Faze Clan fires CEO as esports industry struggles
Faze Clan, a merchandising and influencer marketing agency that was once synonymous with the esports space, has fired CEO Lee Trink. CFO Christoph Pachler will take over for Trink on an interim basis, Bloomberg reports.
Faze Clan cultivated a lavish and freewheeling image during its early years. The firm maintained teams across many different esports titles, created gaming-adjacent content for social media platforms like Twitch and Snapchat, and sold branded apparel. Trink, who had no esports background when he became Faze’s CEO in 2018, aimed to position it as a youth-oriented culture and lifestyle company. “We are the voice of this current gaming generation,” he said on an episode of The Vergecast in 2019, during which he also compared his company to the rise of hip-hop. The firm was valued at close to $1 billion near the end of 2021.
But Faze Clan has faced large losses under Trink’s leadership, including a reported $48.7 million from operations last year, per Bloomberg. Shares have plummeted to 18 cents from over $20. By the end of 2021 (the year when Trink began floating the idea, internally, of taking the company public), Faze Clan had more than $70 million in debt. Most of its teams have been reported to be unprofitable, and in 2023 alone, it has announced two rounds of layoffs.
Seven former employees who spoke to Bloomberg described “a mismanaged organization marked by poor spending decisions, excessive pay and expansion into unprofitable categories like esports.” Notably, the company rented a series of luxury properties that incurred costs as high as $60,000 per month. Trink “took FaZe’s influencers to fancy Los Angeles steakhouses and wore a diamond-encrusted necklace featuring FaZe’s “F” logo,” the employees said.
Faze Clan’s employees have also been embroiled in a number of other controversies in recent years. Most notably, the company drew criticism over its contract work with English YouTuber Sam Pepper, who has faced multiple accusations of sexual harassment. Incidents involving Pepper have made it more difficult for the company to attract sponsors, a source “with knowledge of the company’s sales” told Bloomberg.
Esports, a sector that traditionally relies on sponsorships for its revenue, has seen significant declines in the past few years as advertising budgets tighten. Multiple companies across the industry have made cuts. Earlier this summer, Activision Blizzard laid off around 50 employees in its esports department. “I can only speculate that Activision Blizzard is closing its esports division,” one terminated employee told The Verge at the time.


DESCRIPTION OF THE TASK = What lines in the data hold the string "color"? Show them.

*** DATA UNDER STUDY ***

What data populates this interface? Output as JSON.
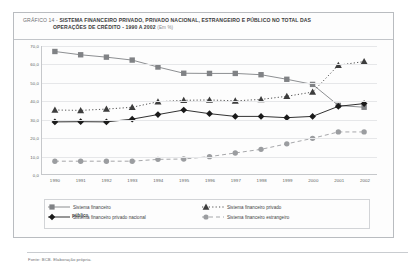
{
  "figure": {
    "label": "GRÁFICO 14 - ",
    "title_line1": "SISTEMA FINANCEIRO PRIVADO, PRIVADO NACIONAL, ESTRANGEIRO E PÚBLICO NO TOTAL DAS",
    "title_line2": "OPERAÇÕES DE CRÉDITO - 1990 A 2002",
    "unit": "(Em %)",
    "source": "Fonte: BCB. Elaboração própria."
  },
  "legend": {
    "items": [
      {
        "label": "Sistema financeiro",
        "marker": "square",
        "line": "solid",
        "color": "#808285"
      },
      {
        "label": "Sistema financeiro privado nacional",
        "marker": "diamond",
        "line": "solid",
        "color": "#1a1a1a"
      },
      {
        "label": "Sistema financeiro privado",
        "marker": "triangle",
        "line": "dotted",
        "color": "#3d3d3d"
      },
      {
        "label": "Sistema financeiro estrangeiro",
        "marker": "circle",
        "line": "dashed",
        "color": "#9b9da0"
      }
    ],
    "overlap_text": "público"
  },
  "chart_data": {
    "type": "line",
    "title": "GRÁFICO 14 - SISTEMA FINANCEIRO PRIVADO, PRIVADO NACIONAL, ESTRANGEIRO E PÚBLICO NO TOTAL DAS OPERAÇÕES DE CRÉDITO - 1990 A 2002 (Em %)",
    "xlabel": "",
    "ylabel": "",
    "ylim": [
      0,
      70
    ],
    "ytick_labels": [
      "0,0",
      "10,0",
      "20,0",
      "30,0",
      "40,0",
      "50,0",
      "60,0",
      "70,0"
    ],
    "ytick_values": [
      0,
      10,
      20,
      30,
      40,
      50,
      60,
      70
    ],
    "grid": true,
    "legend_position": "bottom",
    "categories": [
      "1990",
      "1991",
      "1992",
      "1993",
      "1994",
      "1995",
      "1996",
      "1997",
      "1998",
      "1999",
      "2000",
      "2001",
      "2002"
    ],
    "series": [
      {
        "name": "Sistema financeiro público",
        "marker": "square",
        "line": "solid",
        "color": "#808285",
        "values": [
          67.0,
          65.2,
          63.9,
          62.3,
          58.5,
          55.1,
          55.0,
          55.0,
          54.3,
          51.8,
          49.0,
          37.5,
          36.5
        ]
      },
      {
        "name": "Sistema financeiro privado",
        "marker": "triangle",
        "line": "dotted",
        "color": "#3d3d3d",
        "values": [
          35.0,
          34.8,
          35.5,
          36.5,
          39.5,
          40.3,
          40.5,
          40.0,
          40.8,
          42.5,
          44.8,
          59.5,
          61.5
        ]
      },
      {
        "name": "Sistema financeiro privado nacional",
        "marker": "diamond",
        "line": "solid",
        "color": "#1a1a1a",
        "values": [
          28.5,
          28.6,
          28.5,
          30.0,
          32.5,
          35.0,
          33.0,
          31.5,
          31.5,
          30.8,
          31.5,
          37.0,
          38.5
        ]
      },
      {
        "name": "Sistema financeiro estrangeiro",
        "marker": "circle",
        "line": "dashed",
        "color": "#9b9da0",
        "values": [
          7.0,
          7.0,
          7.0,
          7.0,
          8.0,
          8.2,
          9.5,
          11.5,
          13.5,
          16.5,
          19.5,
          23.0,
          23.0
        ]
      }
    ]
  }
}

*** End of DATA UNDER STUDY ***

YOUR RESPONSE =
        "color": "#808285"
        "color": "#1a1a1a"
        "color": "#3d3d3d"
        "color": "#9b9da0"
        "color": "#808285",
        "color": "#3d3d3d",
        "color": "#1a1a1a",
        "color": "#9b9da0",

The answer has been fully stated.